Here’s an example: do you have a lead that says to call back in six months? Rather than marking your calendar to follow-up with them exactly six months from now, you can set up an automated email today that will go out in six months, asking if they’d be interested in catching up.

Or, do you have a former customer who hasn’t purchased in over a year? Automation allows you to set up a process that sends out an email to any contact that meets that criteria, allowing you to reengage them at crucial points.   

The important takeaway is that automation is extremely flexible and there are a lot of different situations where you can use it. Enrolling all your contacts in some form of automation process makes organizing them more accessible. You can finally put the days of inputting contact information into excel sheet behind you. 

Lead Data Galore

As touched on above, automation is critical for consolidating essential data, especially lead information. Besides helping you organize all your lead notes (what happened on the last call, next steps), many automation platforms come with lead enrichment. 

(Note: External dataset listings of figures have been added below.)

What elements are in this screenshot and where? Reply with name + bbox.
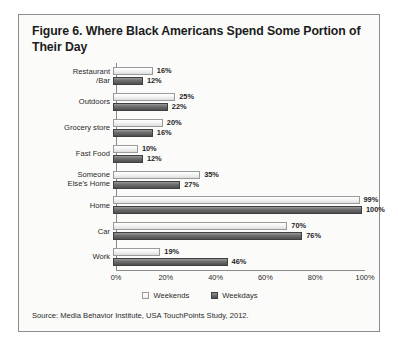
figure-title: Figure 6. Where Black Americans Spend So… bbox=[32, 24, 362, 55]
x-axis-line bbox=[116, 270, 365, 271]
bar-row: Home99%100% bbox=[29, 192, 371, 218]
bar-value-label: 12% bbox=[147, 155, 162, 163]
x-tick-label: 100% bbox=[356, 273, 375, 282]
bar-weekdays bbox=[113, 155, 143, 163]
chart-legend: WeekendsWeekdays bbox=[19, 291, 381, 300]
bar-row: Someone Else's Home35%27% bbox=[29, 167, 371, 193]
bar-value-label: 10% bbox=[142, 145, 157, 153]
bar-value-label: 22% bbox=[172, 103, 187, 111]
bar-weekdays bbox=[113, 77, 143, 85]
bar-value-label: 46% bbox=[232, 258, 247, 266]
category-label: Fast Food bbox=[29, 149, 113, 158]
bar-weekdays bbox=[113, 258, 228, 266]
x-tick-label: 80% bbox=[308, 273, 323, 282]
bar-weekends bbox=[113, 145, 138, 153]
bar-value-label: 100% bbox=[366, 206, 385, 214]
bar-value-label: 19% bbox=[164, 248, 179, 256]
category-label: Restaurant /Bar bbox=[29, 67, 113, 85]
bar-row: Grocery store20%16% bbox=[29, 115, 371, 141]
bar-value-label: 27% bbox=[184, 181, 199, 189]
bar-group: 25%22% bbox=[113, 89, 371, 115]
source-note: Source: Media Behavior Institute, USA To… bbox=[32, 311, 249, 320]
bar-weekends bbox=[113, 196, 360, 204]
figure-container: Figure 6. Where Black Americans Spend So… bbox=[18, 14, 380, 332]
bar-weekends bbox=[113, 119, 163, 127]
bar-group: 20%16% bbox=[113, 115, 371, 141]
category-label: Car bbox=[29, 227, 113, 236]
legend-swatch-icon bbox=[211, 292, 218, 299]
bar-value-label: 70% bbox=[291, 222, 306, 230]
x-tick-label: 0% bbox=[111, 273, 122, 282]
bar-weekends bbox=[113, 67, 153, 75]
bar-weekends bbox=[113, 248, 160, 256]
bar-value-label: 16% bbox=[157, 67, 172, 75]
bar-value-label: 16% bbox=[157, 129, 172, 137]
x-tick-label: 20% bbox=[158, 273, 173, 282]
bar-rows: Restaurant /Bar16%12%Outdoors25%22%Groce… bbox=[29, 63, 371, 270]
category-label: Work bbox=[29, 252, 113, 261]
bar-group: 10%12% bbox=[113, 141, 371, 167]
bar-value-label: 25% bbox=[179, 93, 194, 101]
bar-group: 16%12% bbox=[113, 63, 371, 89]
bar-value-label: 35% bbox=[204, 171, 219, 179]
bar-weekdays bbox=[113, 103, 168, 111]
x-tick-label: 40% bbox=[208, 273, 223, 282]
bar-weekends bbox=[113, 93, 175, 101]
bar-row: Restaurant /Bar16%12% bbox=[29, 63, 371, 89]
category-label: Outdoors bbox=[29, 97, 113, 106]
bar-weekdays bbox=[113, 206, 362, 214]
bar-value-label: 20% bbox=[167, 119, 182, 127]
x-tick-label: 60% bbox=[258, 273, 273, 282]
bar-row: Outdoors25%22% bbox=[29, 89, 371, 115]
bar-weekdays bbox=[113, 232, 302, 240]
bar-weekdays bbox=[113, 129, 153, 137]
bar-row: Car70%76% bbox=[29, 218, 371, 244]
bar-weekends bbox=[113, 171, 200, 179]
bar-value-label: 12% bbox=[147, 77, 162, 85]
bar-row: Work19%46% bbox=[29, 244, 371, 270]
bar-weekdays bbox=[113, 181, 180, 189]
category-label: Home bbox=[29, 201, 113, 210]
legend-swatch-icon bbox=[142, 292, 149, 299]
bar-group: 70%76% bbox=[113, 218, 371, 244]
bar-group: 99%100% bbox=[113, 192, 371, 218]
category-label: Someone Else's Home bbox=[29, 170, 113, 188]
legend-label: Weekends bbox=[153, 291, 189, 300]
legend-item-weekends[interactable]: Weekends bbox=[142, 291, 189, 300]
x-axis-ticks: 0%20%40%60%80%100% bbox=[116, 273, 365, 285]
bar-row: Fast Food10%12% bbox=[29, 141, 371, 167]
bar-value-label: 99% bbox=[364, 196, 379, 204]
legend-item-weekdays[interactable]: Weekdays bbox=[211, 291, 257, 300]
bar-group: 35%27% bbox=[113, 167, 371, 193]
chart-plot-area: Restaurant /Bar16%12%Outdoors25%22%Groce… bbox=[29, 63, 371, 285]
legend-label: Weekdays bbox=[222, 291, 257, 300]
bar-group: 19%46% bbox=[113, 244, 371, 270]
bar-weekends bbox=[113, 222, 287, 230]
bar-value-label: 76% bbox=[306, 232, 321, 240]
category-label: Grocery store bbox=[29, 123, 113, 132]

Any sales professional would agree that the more you know about your prospect, the better. Knowing a lead’s company size, industry social media presence, current vendors and so forth makes it easier to connect and earn their trust. Lead enrichment tools gather information from hundreds or thousands of data sources and provide you with a recent, comprehensive profile of your prospect. The information gathering tool is so crucial that nine out of ten companies use two or more lead enrichment tools to learn more about prospects.

Some of the major lead enrichment platforms include Clearbit, Mattermark, Datanyze and AeroLeads.

Which platform you should choose depends on your business; for example, Mattermark is ideal if you sell to startups, while Datanyze is useful for technology companies. AeroLeads, on the other hand, will help find lead emails, phone numbers and more contact information from LinkedIn, Crunchbase, AngelList, GitHub, Google and more. You’ll need to research which platform best fits your needs and targets.

Better management of your lead data, combined with the data pulled from lead enrichment tools, will put you in a much better position to approach sales efforts.

Gauge Lead Interest

Once you’ve implemented your marketing and sales automation, it’s important to keep track of how your setup is functioning. Are leads opening your automated emails? Are they coming back to the website? If you have a sales and marketing automation platform, this information is readily available to you.

Automation platforms like HubSpot allow you to follow a lead from the second they land on your website once captured in your system. You’ll be able to see what marketing or sales channel brought them to the site and which pages they visit. Having this information shows you what the lead wants. If the prospect spent all their time on one page before filling out a contact form, you could use that insight to have a more informed call.

Besides being better prepared when you reach out to a prospect, automation platforms provide you with insight if your sales actions are effective. If a lead you spoke with is now ignoring your emails or opting to read them but not clicking/responding, you can get an idea of where you currently stand and categorize them a certain way. Knowing the interest level of each of your prospects will help you organize which are worth spending the most time on, leading to better use of your time.

For organizing your company’s leads and putting sales teams in the best position to succeed, it pays to invest in marketing and sales automation. In fact, the power of automation goes well beyond organization. Once you’ve established an organizational process that works, you can take the next step with automation and use it to optimize efficiency and align your teams through features like lead scoring, deal creation, deal management, proposals and reporting.

We’ll save the look at the deeper automation functionality for another time. Until then, consider your current sales processes and structure. How might automation help you get more organized?